Albert Richard Parsons
Albert Richard Parsons was an influential anarchist and labor organizer born in Montgomery, Alabama, in 1848. The youngest of ten children, he faced early adversity, becoming an orphan by age five. His journey began as a printer's apprentice and evolved through his experiences during the Civil War, where he served in the Confederate army. After the war, Parsons became politically active, establishing a Republican newspaper in Texas that supported Reconstruction. He later moved to Chicago, where he engaged deeply with labor issues, transitioning from socialism to anarchism while advocating for workers' rights.
Parsons is best known for his role in the 1886 Haymarket Affair, where a bomb was thrown during a labor rally, resulting in violence and the eventual arrest of several anarchists, including Parsons. The subsequent trial was marked by significant legal irregularities, and Parsons, committed to his beliefs, refused clemency even as he faced execution. His hanging on November 11, 1887, brought national attention to issues of labor rights and political repression, leading to later public reassessments of the trial and its implications for free speech and activism. Despite being a figure of a marginalized movement, Parsons's life and death symbolize the struggles for workers' rights during a tumultuous period in American history.
Subject Terms
Albert Richard Parsons
- Albert Richard Parsons
- Born: June 24, 1848
- Died: November 11, 1887
Anarchist and labor organizer, was born in Montgomery, Alabama. He was the youngest of ten children born to Samuel Parsons and Elizabeth (Thompkins) Parsons who had moved to Montgomery from the North in 1830. His father operated a shoe and leather factory. Parsons was orphaned as a young boy, his mother having died when he was less than two and his father when he was five years old.

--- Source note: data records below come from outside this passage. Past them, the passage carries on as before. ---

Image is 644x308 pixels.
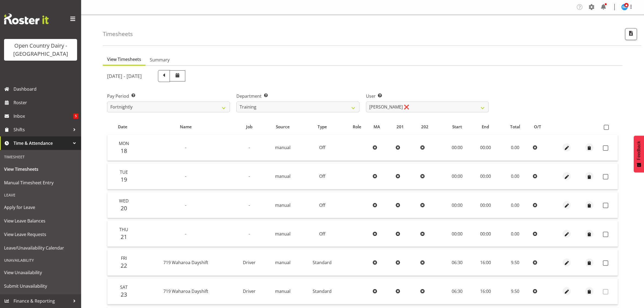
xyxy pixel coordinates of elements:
span: View Leave Balances [4,216,77,225]
span: Total [510,123,520,130]
td: Off [301,135,344,161]
td: 0.00 [500,163,531,189]
span: View Leave Requests [4,230,77,238]
span: Roster [13,99,78,107]
span: Dashboard [13,85,78,93]
img: Rosterit website logo [4,13,49,24]
div: Timesheet [1,151,80,162]
a: View Timesheets [1,162,80,176]
td: 0.00 [500,192,531,218]
span: Inbox [13,112,74,120]
span: manual [275,202,291,208]
span: Mon [119,140,129,146]
span: Submit Unavailability [4,282,77,290]
span: manual [275,144,291,151]
span: Driver [243,259,255,265]
td: 06:30 [443,278,471,305]
span: - [185,173,187,179]
span: Name [180,123,192,130]
span: 20 [121,204,127,212]
a: Leave/Unavailability Calendar [1,241,80,255]
td: 06:30 [443,249,471,275]
span: Apply for Leave [4,203,77,211]
span: Date [118,123,128,130]
span: Shifts [13,126,70,134]
td: 0.00 [500,135,531,161]
td: Standard [301,278,344,305]
span: manual [275,259,291,265]
span: Time & Attendance [13,139,70,147]
span: Sat [120,284,128,290]
span: manual [275,173,291,179]
td: 0.00 [500,221,531,247]
span: Summary [150,56,169,63]
div: Leave [1,189,80,200]
span: Wed [119,198,129,204]
span: 23 [121,291,127,298]
td: 00:00 [443,192,471,218]
div: Open Country Dairy - [GEOGRAPHIC_DATA] [10,42,71,58]
span: End [482,123,489,130]
span: 719 Waharoa Dayshift [163,288,208,294]
span: Driver [243,288,255,294]
span: - [248,231,250,237]
span: Start [452,123,462,130]
span: Finance & Reporting [13,297,70,305]
td: Off [301,163,344,189]
span: Leave/Unavailability Calendar [4,243,77,252]
td: 00:00 [472,163,500,189]
span: 201 [396,123,404,130]
h5: [DATE] - [DATE] [107,73,142,79]
span: View Unavailability [4,268,77,276]
td: 00:00 [472,192,500,218]
span: O/T [534,123,541,130]
span: Source [276,123,290,130]
span: - [248,202,250,208]
span: 719 Waharoa Dayshift [163,259,208,265]
label: Department [237,93,359,99]
span: 18 [121,147,127,155]
td: Standard [301,249,344,275]
td: Off [301,221,344,247]
td: 00:00 [443,163,471,189]
img: steve-webb7510.jpg [621,3,628,10]
span: Tue [120,169,128,175]
span: Fri [121,255,127,261]
span: 19 [121,176,127,183]
div: Unavailability [1,255,80,266]
a: View Leave Requests [1,228,80,241]
h4: Timesheets [103,31,133,37]
span: manual [275,288,291,294]
span: View Timesheets [107,56,141,62]
span: Type [318,123,327,130]
td: 9.50 [500,249,531,275]
button: Export CSV [625,28,637,40]
span: - [248,144,250,151]
span: - [248,173,250,179]
span: Job [246,123,253,130]
span: - [185,144,187,151]
td: Off [301,192,344,218]
span: Thu [119,226,128,232]
label: User [366,93,489,99]
span: Manual Timesheet Entry [4,178,77,187]
span: 202 [421,123,428,130]
span: 5 [74,113,78,119]
span: MA [373,123,380,130]
label: Pay Period [107,93,230,99]
td: 00:00 [472,221,500,247]
span: Feedback [636,141,641,160]
td: 00:00 [443,135,471,161]
a: View Unavailability [1,266,80,279]
td: 9.50 [500,278,531,305]
span: - [185,231,187,237]
a: View Leave Balances [1,214,80,228]
td: 00:00 [443,221,471,247]
a: Apply for Leave [1,200,80,214]
span: 21 [121,233,127,241]
span: 22 [121,262,127,269]
td: 00:00 [472,135,500,161]
span: View Timesheets [4,165,77,173]
span: - [185,202,187,208]
a: Manual Timesheet Entry [1,176,80,189]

Parsons lived in an older brother’s household in Tyler, Texas, until he was eleven. His education in public schools ended at the age of thirteen, when he was apprenticed as a printer to a Galveston newspaper. Soon afterward the Civil War broke out. Parsons joined a volunteer Confederate company and later enlisted in the regular Confederate forces.

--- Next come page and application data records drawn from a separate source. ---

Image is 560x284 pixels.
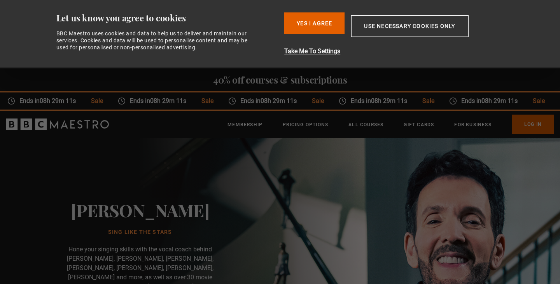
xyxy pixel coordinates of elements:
[525,96,552,106] span: Sale
[260,97,297,105] time: 08h 29m 11s
[404,121,434,129] a: Gift Cards
[194,96,221,106] span: Sale
[150,97,186,105] time: 08h 29m 11s
[71,229,210,236] h1: Sing Like the Stars
[71,200,210,220] h2: [PERSON_NAME]
[6,119,109,130] svg: BBC Maestro
[56,12,278,24] div: Let us know you agree to cookies
[15,96,83,106] span: Ends in
[236,96,304,106] span: Ends in
[56,30,256,51] div: BBC Maestro uses cookies and data to help us to deliver and maintain our services. Cookies and da...
[414,96,441,106] span: Sale
[126,96,194,106] span: Ends in
[481,97,517,105] time: 08h 29m 11s
[284,12,344,34] button: Yes I Agree
[371,97,407,105] time: 08h 29m 11s
[227,115,554,134] nav: Primary
[348,121,383,129] a: All Courses
[283,121,328,129] a: Pricing Options
[84,96,110,106] span: Sale
[457,96,525,106] span: Ends in
[304,96,331,106] span: Sale
[40,97,76,105] time: 08h 29m 11s
[351,15,468,37] button: Use necessary cookies only
[512,115,554,134] a: Log In
[454,121,491,129] a: For business
[346,96,414,106] span: Ends in
[284,47,509,56] button: Take Me To Settings
[227,121,262,129] a: Membership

At the end of the war Parsons returned to Waco, Texas, where he briefly attended college. His iconoclastic spirit expressed itself in 1868 when he established the Waco Spectator in support of Reconstruction. Given white Texans’ hostility to these policies, the Republican newspaper had little chance of surviving, and Parsons soon had to abandon it because of a lack of subscribers. He worked at several jobs during the next few years. One of these was as a traveling correspondent for the Houston Daily Telegraph. During his travels he met Lucy Eldine Gonzalez, whom he married on June 10, 1872. They had two children, Albert Richard Jr. and Lulu Eda.

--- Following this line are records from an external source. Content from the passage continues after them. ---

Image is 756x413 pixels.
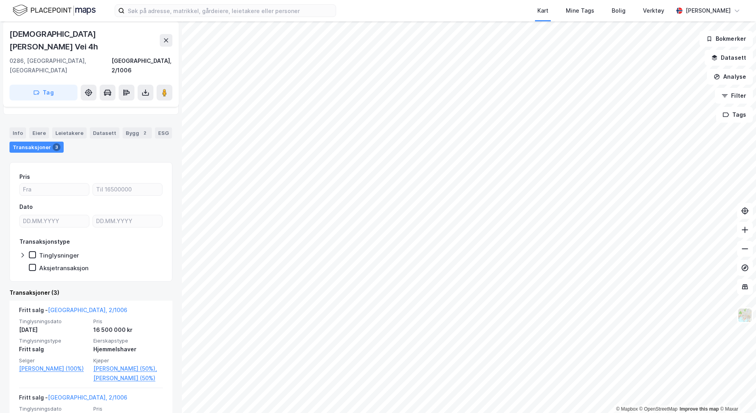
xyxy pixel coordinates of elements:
[141,129,149,137] div: 2
[19,357,89,364] span: Selger
[686,6,731,15] div: [PERSON_NAME]
[93,215,162,227] input: DD.MM.YYYY
[707,69,753,85] button: Analyse
[39,264,89,272] div: Aksjetransaksjon
[738,308,753,323] img: Z
[639,406,678,412] a: OpenStreetMap
[90,127,119,138] div: Datasett
[715,88,753,104] button: Filter
[19,325,89,335] div: [DATE]
[9,288,172,297] div: Transaksjoner (3)
[93,344,163,354] div: Hjemmelshaver
[93,357,163,364] span: Kjøper
[19,393,127,405] div: Fritt salg -
[112,56,172,75] div: [GEOGRAPHIC_DATA], 2/1006
[39,252,79,259] div: Tinglysninger
[29,127,49,138] div: Eiere
[19,318,89,325] span: Tinglysningsdato
[125,5,336,17] input: Søk på adresse, matrikkel, gårdeiere, leietakere eller personer
[53,143,61,151] div: 3
[19,305,127,318] div: Fritt salg -
[93,318,163,325] span: Pris
[48,306,127,313] a: [GEOGRAPHIC_DATA], 2/1006
[643,6,664,15] div: Verktøy
[20,215,89,227] input: DD.MM.YYYY
[612,6,626,15] div: Bolig
[93,337,163,344] span: Eierskapstype
[9,127,26,138] div: Info
[19,364,89,373] a: [PERSON_NAME] (100%)
[19,344,89,354] div: Fritt salg
[93,325,163,335] div: 16 500 000 kr
[19,202,33,212] div: Dato
[93,405,163,412] span: Pris
[155,127,172,138] div: ESG
[680,406,719,412] a: Improve this map
[20,183,89,195] input: Fra
[716,107,753,123] button: Tags
[19,337,89,344] span: Tinglysningstype
[93,373,163,383] a: [PERSON_NAME] (50%)
[700,31,753,47] button: Bokmerker
[93,183,162,195] input: Til 16500000
[9,142,64,153] div: Transaksjoner
[19,405,89,412] span: Tinglysningsdato
[9,56,112,75] div: 0286, [GEOGRAPHIC_DATA], [GEOGRAPHIC_DATA]
[717,375,756,413] div: Kontrollprogram for chat
[123,127,152,138] div: Bygg
[52,127,87,138] div: Leietakere
[717,375,756,413] iframe: Chat Widget
[616,406,638,412] a: Mapbox
[19,172,30,182] div: Pris
[13,4,96,17] img: logo.f888ab2527a4732fd821a326f86c7f29.svg
[9,28,160,53] div: [DEMOGRAPHIC_DATA][PERSON_NAME] Vei 4h
[566,6,594,15] div: Mine Tags
[537,6,548,15] div: Kart
[705,50,753,66] button: Datasett
[19,237,70,246] div: Transaksjonstype
[93,364,163,373] a: [PERSON_NAME] (50%),
[48,394,127,401] a: [GEOGRAPHIC_DATA], 2/1006
[9,85,78,100] button: Tag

In 1873 Parsons moved to Chicago where he became a typesetter on the Times and a member of the typographical union. With thousands of people out of work because of a depression, Parsons began to think about the labor question. He became a socialist and in 1875 joined the Social-Democratic party which was to merge into the Socialistic Labor party in 1878. Parsons played an active role in these parties as a speaker and writer.
Dismissed by the Times in 1877 because of his labor activities, Parsons devoted all his energy tolabor agitation. In the late 1870s the Socialistic Labor party was committed to a strategy of running candidates for office. Parsons took part in the campaigns and even ran unsuccessfully for several offices. By 1880, however, he rejected this political strategy, believing that through fraud and corruption the wealthy would always deny to socialist candidates the offices to which they had been honestly elected.
Parsons began turning toward anarchism and became involved in the International Working People’s Association (IWPA). Within the IWPA a New York faction supported individualistic acts of violence, while a Chicago faction called for concentrating on trade union organization. Parsons and other members of the Chicago group had no faith that trade union demands were sufficient or would be granted. Parsons believed instead that the trade unions served to organize workers and to prepare them for the inevitable necessity of violently overthrowing capitalism and the existing political system. In 1884, Parsons began editing The Alarm, the newspaper of the Chicago branch of the IWPA. He also conducted extensive speaking tours, particularly in the Midwest, in order to bring native-born workers into the IWPA.
The Chicago IWPA faction also threw its support behind the demand for the eight-hour day. This movement was initiated in 1884 by the city’s trade unions which called for a massive strike in May 1886. The IWPA had no hope that the movement would succeed but regarded it as a vehicle for radicalizing workers. Because the IWPA dominated the Chicago Central Labor Council, it was able to organize large demonstrations in preparation for the impending strike.
In May 1886 thousands of workers did strike, including workers at the Harvester plant. On May 3 a large force of police attacked a group of strikers demonstrating in front of the factory. At least one person was killed and many were wounded. A protest meeting was held the next day at the Haymarket. Parsons was among the IWPA leaders who spoke there. The meeting went peacefully until the end when most of the crowd had left. The police began to disperse those still there, and suddenly a bomb was thrown, killing one policeman and fatally wounding several others.
The public reacted hysterically to this act. Radicals were rounded up and eight anarchists, including Parsons, were charged with conspiracy to commit murder. Parsons had fled Chicago on May 3, but he returned for the trial, which began in June. Basic legal principles were violated during the course of the trial. The defendants were essentially tried for their political views. The jury found them guilty. Parsons and six of the others were sentenced to death. Unavailing appeals were made to the state supreme court and the United States Supreme Court.
The case received national attention, and many people appealed to the Illinois governor to spare the men’s lives. Parsons might well have had his sentence commuted, but he refused to ask for clemency, believing that commutation of his sentence would ensure the execution of his comrades. Ultimately, two of the men’s sentences were commuted, and a third committed suicide. Parsons and three others were hanged on November 11, 1887. In 1893, Governor John P. Altgeld pardoned the imprisoned men and condemned the trial.
Were it not for his trial and execution, Parsons probably would not be remembered. Though a skillful agitator, he led a fringe movement, and his views were not well thought out. In meeting his death, however, Parsons demonstrated personal qualities of bravery and devotion.
For information on Parsons, see the article on him in The Dictionary of American Biography by W. J. Ghent. See also L. E. Parsons, Life of Albert R. Parsons (1889); A. Calmer, Labor Agitator (1937); and F. Harris, The Bomb (1909). Parson’s anarchistic views are expressed in Anarchism (1887). An obituary appeared in The Chicago Tribune, November 11 and 12, 1887.